“Perhaps you will think sometimes, as I shall think always, that we might have lived innocently and happily in New England, forgetting and forgotten by the rabble we left behind us, having shaken off the slough of an unhappy life, beginning the world again, under new names, in a new climate and country. It was a guilty dream to entertain, perhaps; but I shall dream it often enough in a strange land, among strange faces and strange manners—shall dream of you on my death-bed, and open dying eyes to see you standing by my bedside, looking down at me with that sweetly sorrowful look I remember best of all the varying expressions in the face I worship.—Farewell for ever.
“F.”
While her son and daughter were growing up at the Manor Moat, Lady Fareham sparkled at the French Court, one of the most brilliant figures in that brilliant world, a frequent guest at the Louvre and Palais Royal, and the brand-new palace of Versailles, where the largest Court that had ever collected round a throne was accommodated in a building of Palladian richness in ornament and detail, a Palace whose offices were spacious enough for two thousand servants.
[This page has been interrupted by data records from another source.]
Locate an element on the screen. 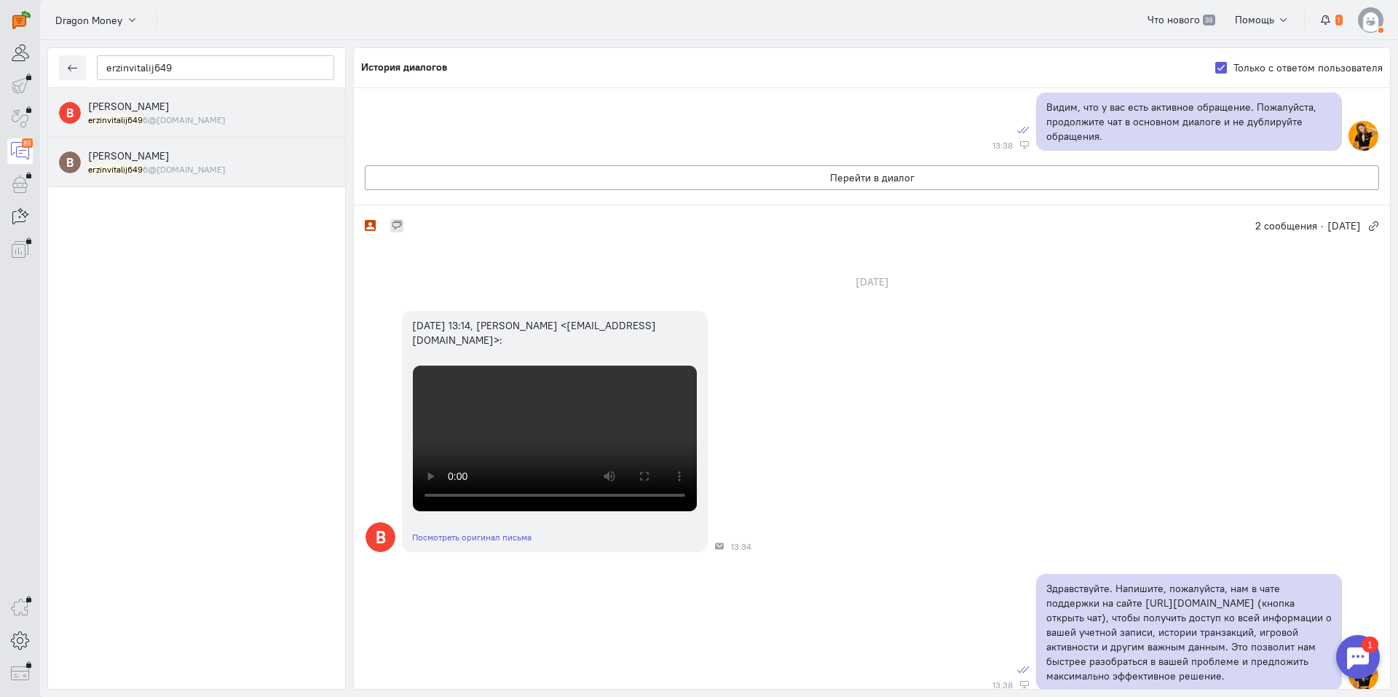  label: Только с ответом пользователя is located at coordinates (1308, 68). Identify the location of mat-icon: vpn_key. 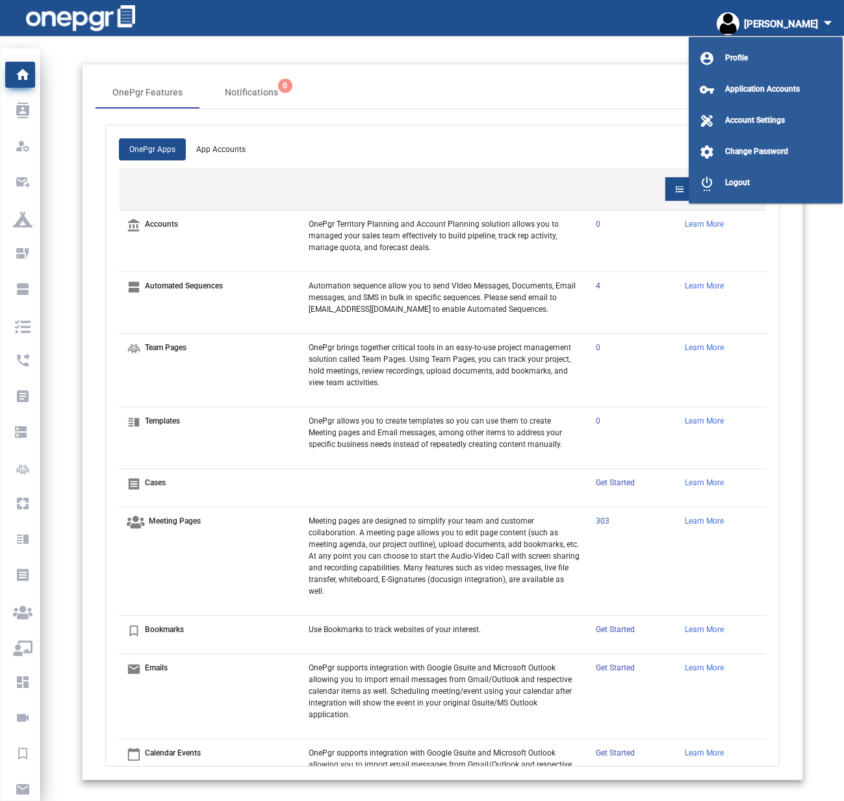
(707, 90).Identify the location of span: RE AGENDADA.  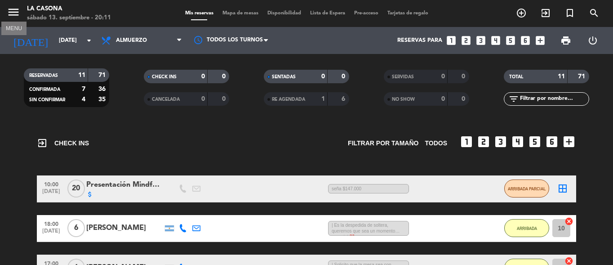
(289, 99).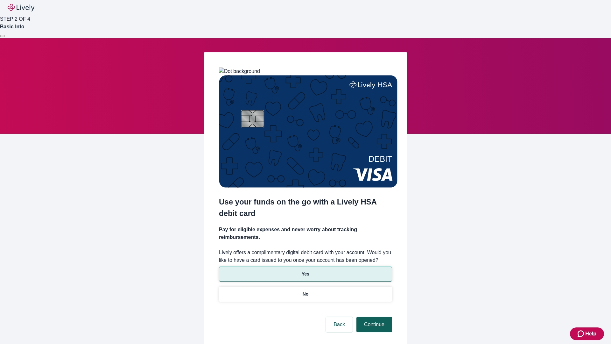  Describe the element at coordinates (581, 333) in the screenshot. I see `svg: Zendesk support icon` at that location.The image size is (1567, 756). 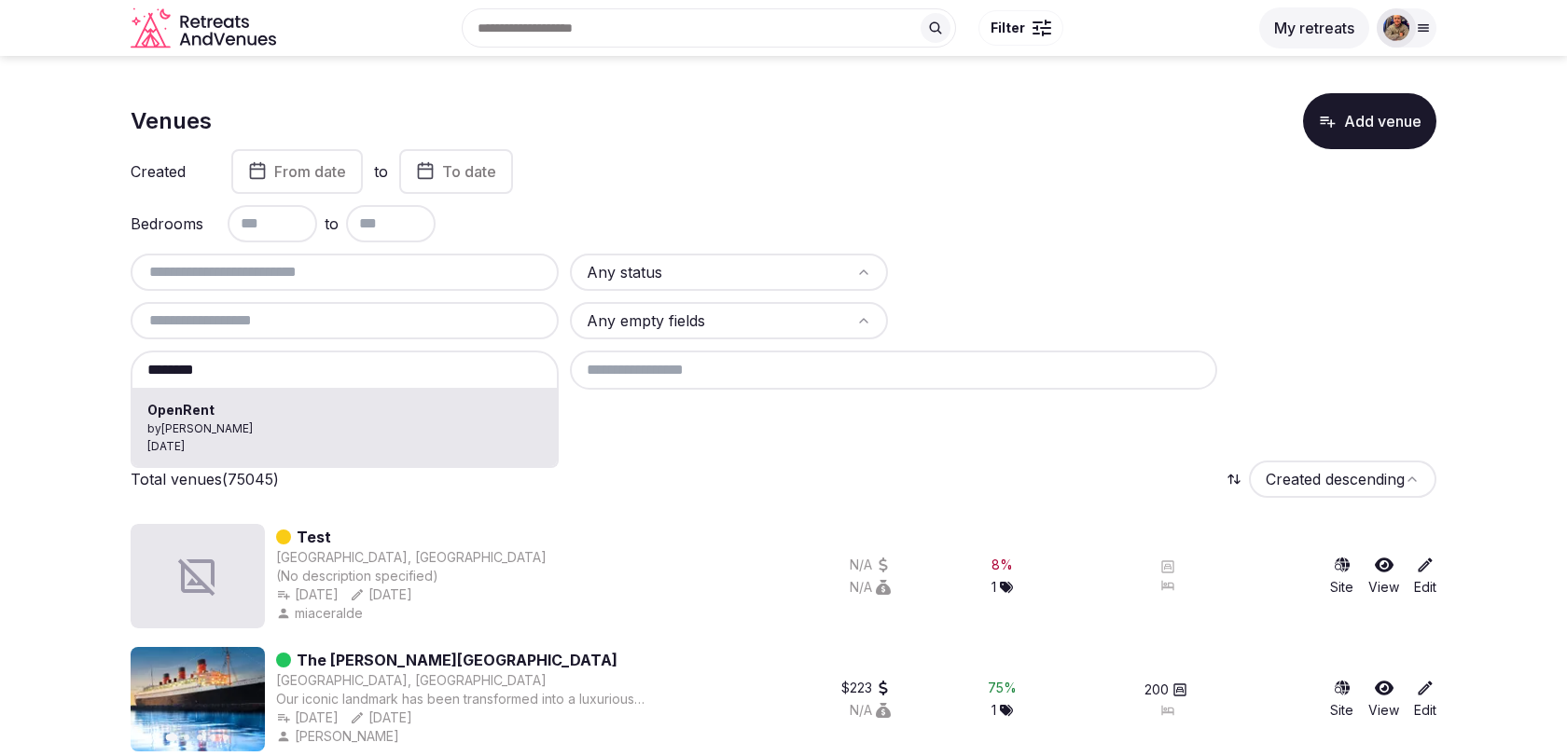 What do you see at coordinates (1020, 28) in the screenshot?
I see `button: Filter` at bounding box center [1020, 28].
No foreigner at the great King’s court was more admired than the lovely Lady Fareham, whose separation from her black-browed husband occasioned no scandal in a society where the husbands of beautiful women were for the most part gentlemen who pursued their own vulgar amours abroad, and allowed a wide liberty to the Venus at home; nor was Henri de Malfort’s constant attendance upon her ladyship a cause of evil-speaking, since there was scarce a woman of consequence who had not her cavalière servante.
Madame de Sévigné, in one of those budgets of Parisian scandal with which she cheered a kinsman’s banishment, assured Bussy de Rabutin that Lady Fareham had paid her friend’s debts more than once since her return to France; but constancy such as De Malfort’s could hardly be expected were not the golden fetters of love riveted by the harder metal of self-interest. Their alliance was looked on with favour by all that brilliant world, and even tolerated by that severe moralist, the Due du Montausier, who had been lately rewarded for his wife’s civility to Mademoiselle de la Vallière, now Duchess and reigning favourite, by being made guardian of the infant Dauphin.
Every one approved, every one admired; and Hyacinth’s life in the land she loved was like a long summer day. But darkness came upon that day as suddenly as the night of the tropics. She rose one morning, light-hearted and happy, to pursue the careless round of pleasure. She lay down in a darkened chamber, never again to mix in that splendid crowd.
Betwixt noon and twilight Henri de Malfort had fallen in a combat of eight, a combat so savage as to recall that fatal fight of five against five during the Fronde, in which Nemours had fallen, shot through the heart by Beaufort.
The light words of a fool in a tavern, backed by three other fools, had led to this encounter, in which De Malfort had been the challenger. He and one of his friends died on the ground, while three on the other side were mortally wounded. It would henceforth be fully understood that Lady Fareham’s name was not for ribald jesters; but the man Lady Fareham loved was dead, and her life of pleasure had ended with a pistol-ball from an unerring hand. To her it seemed the hand of Fate. She scarcely thought of the man who had killed him.
As her life had been brilliant and conspicuous, so her retirement from the world was not without éclat. Royalty witnessed the solemn office of the Church which transformed Hyacinth, Lady Fareham, into Mère Agnes, of the Seven Wounds; while, seated in the royal tribune, a King’s mistress, beautiful and adored, thought of a day when she, too, might bring to yonder altar the sacrifice of a broken spirit and a life that had outlived earthly happiness.